Long Takes: A world without blurbs

July 17, 2014

Editor’s note: on July 3rd, 2014, Toronto alt-weekly The Grid published its 162nd—and final—issue. Jason Anderson was The Grid’s chief film critic for its entirety, and wrote for Eye Weekly since its debut in 1991.

Film criticism at the end of print (or maybe just The Grid)

by Jason Anderson

Eye Weekly’s first issue: October 10th, 1991. Anderson began writing for Eye the following week.

It’s not like I was always so desperate for a cheap ego boost, but I knew one way to get it. While walking the aisles in the chain video store on the corner—which, like all chain video stores on all corners, is now long gone—I would scan the shelves for titles I’d reviewed in Eye Weekly or, in the years since the paper’s re-launch under a fresh brand, The Grid. When I found movies I had raved about in print—especially titles released on DVD in a Canadian edition, less likely to be automatically festooned with quotes from Ebert or Travers—I’d look to see if the requisite set of excitable blurbs on the back included any of my precious words.

The New York Times typically hogged the prime real-estate, but every so often I’d score. I’d sometimes have to overlook the fact that it wasn’t actually my name, Seinfeld’s Jason Alexander having once again claimed credit for my achievements. Other times, I would cringe to see how easily my high praise could be so reduced to one drab adjective. I preferred to see my painstakingly-constructed hyperbole transformed into gibberish. According to the old Alliance sleeve for Maelstrom, I was apparently moved to describe Denis Villeneuve’s film as “starkling beautiful,” a phrase that seems as exquisitely baffling as the movie itself.

Embarrassing as it is to admit to this habit, I get misty at the memory of it. For one thing, it’s part of an increasingly distant past, the act of browsing video store shelves having become another obsolete ritual for dwellers of our digital entertainment realm. I also know that in the off-chance I do find any fresh DVD sleeves with my imprimatur, it will not be followed by “Eye Weekly” or “The Grid,” the two stages of Torstar’s alt-weekly endeavour that kept me busy for much of the past 23 years and ended with The Grid’s final issue in July.

Jason Anderon
The author celebrates with Ken Davitian in Cannes.

As a result, I’m now a part of the ever-growing legion of critics without a regular perch, and with a gloomy outlook on the future of film criticism—at least in terms of its viability as a (slightly, marginally) professional vocation. Certainly anyone who still regards print as the core (read: best-paying) part of their practice has reasons to fret, what with film studios having largely abandoned spending on print advertising and arts sections unlikely to ever regain the pages they’ve shed.

It can feel like an endgame even to the mid-career-but-semi-youthful freelance types like me, who evaded the earlier culls of newspaper staffers but are now imperiled by the similarly grave state of smaller outlets. As for online film critics, reports of the decline of Internet advertising in recent years may leave them feeling as glum as a songwriter who just received a royalty cheque from Pandora.

Yet I keep writing, and writing a lot, though increasingly less of it is about movies. I suspect the movies won’t miss me that much. But when I reflect on the thousands of reviews, features and columns I hammered out for Eye Weekly and The Grid, I realize that the work that meant the most to me—or felt like they had value in the film culture I most cared about—was the support I gave to those films and events that have been the first to be squeezed out. These are the marginal releases, one-off events, idiosyncratic festivals, and other termite activities that give Toronto’s cinematic ecosystem a vitality and character that persists despite the weekly barrage of American studio product.

Thankfully, I can continue to write about that periphery in my “Projections” column in The Toronto Star. I can otherwise take solace in the knowledge that I’ve sometimes been useful to the nameless interns who assembled those blurbs. I find it telling that on most of the occasions I found my name on a DVD, it was on a Canadian movie or a foreign title that rarely got the attention it deserved. This may be another self-indulgence, but it pleases me to believe that the five-star rating I gave to Songs from the Second Floor (“The most ingenious film comedy since Being John Malkovich”) inspired a few more browsers to take it home from Blockbuster. That is, until I went to the store’s closeout sale and bought the only copy.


:: Work task ::
Exactly as they appear, output all of the records. Skip any images.

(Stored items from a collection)
<<<<

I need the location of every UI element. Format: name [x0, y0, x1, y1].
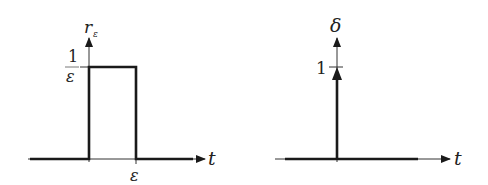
impulse-label: 1: [316, 58, 327, 78]
diagram-canvas: r ε 1 ε ε t δ 1 t: [0, 0, 488, 185]
width-label: ε: [130, 166, 139, 185]
delta-impulse-arrowhead: [332, 67, 342, 80]
delta-plot: δ 1 t: [275, 14, 462, 169]
right-y-label: δ: [330, 14, 341, 36]
left-y-label-sub: ε: [93, 29, 98, 39]
height-label-num: 1: [68, 47, 78, 66]
height-label-den: ε: [66, 67, 75, 86]
rect-pulse-curve: [30, 67, 193, 159]
left-y-label: r: [84, 17, 93, 37]
left-x-label: t: [208, 147, 216, 169]
right-x-label: t: [454, 147, 462, 169]
rect-pulse-plot: r ε 1 ε ε t: [28, 17, 216, 185]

>>>>

:: Answer to the problem ::
I need the location of every UI element. Format: name [x0, y0, x1, y1].
impulse-label: 1: [316, 58, 327, 78]
diagram-canvas: r ε 1 ε ε t δ 1 t: [0, 0, 488, 185]
width-label: ε: [130, 166, 139, 185]
delta-impulse-arrowhead: [332, 67, 342, 80]
delta-plot: δ 1 t: [275, 14, 462, 169]
right-y-label: δ: [330, 14, 341, 36]
left-y-label-sub: ε: [93, 29, 98, 39]
height-label-num: 1: [68, 47, 78, 66]
height-label-den: ε: [66, 67, 75, 86]
rect-pulse-curve: [30, 67, 193, 159]
left-y-label: r: [84, 17, 93, 37]
left-x-label: t: [208, 147, 216, 169]
right-x-label: t: [454, 147, 462, 169]
rect-pulse-plot: r ε 1 ε ε t: [28, 17, 216, 185]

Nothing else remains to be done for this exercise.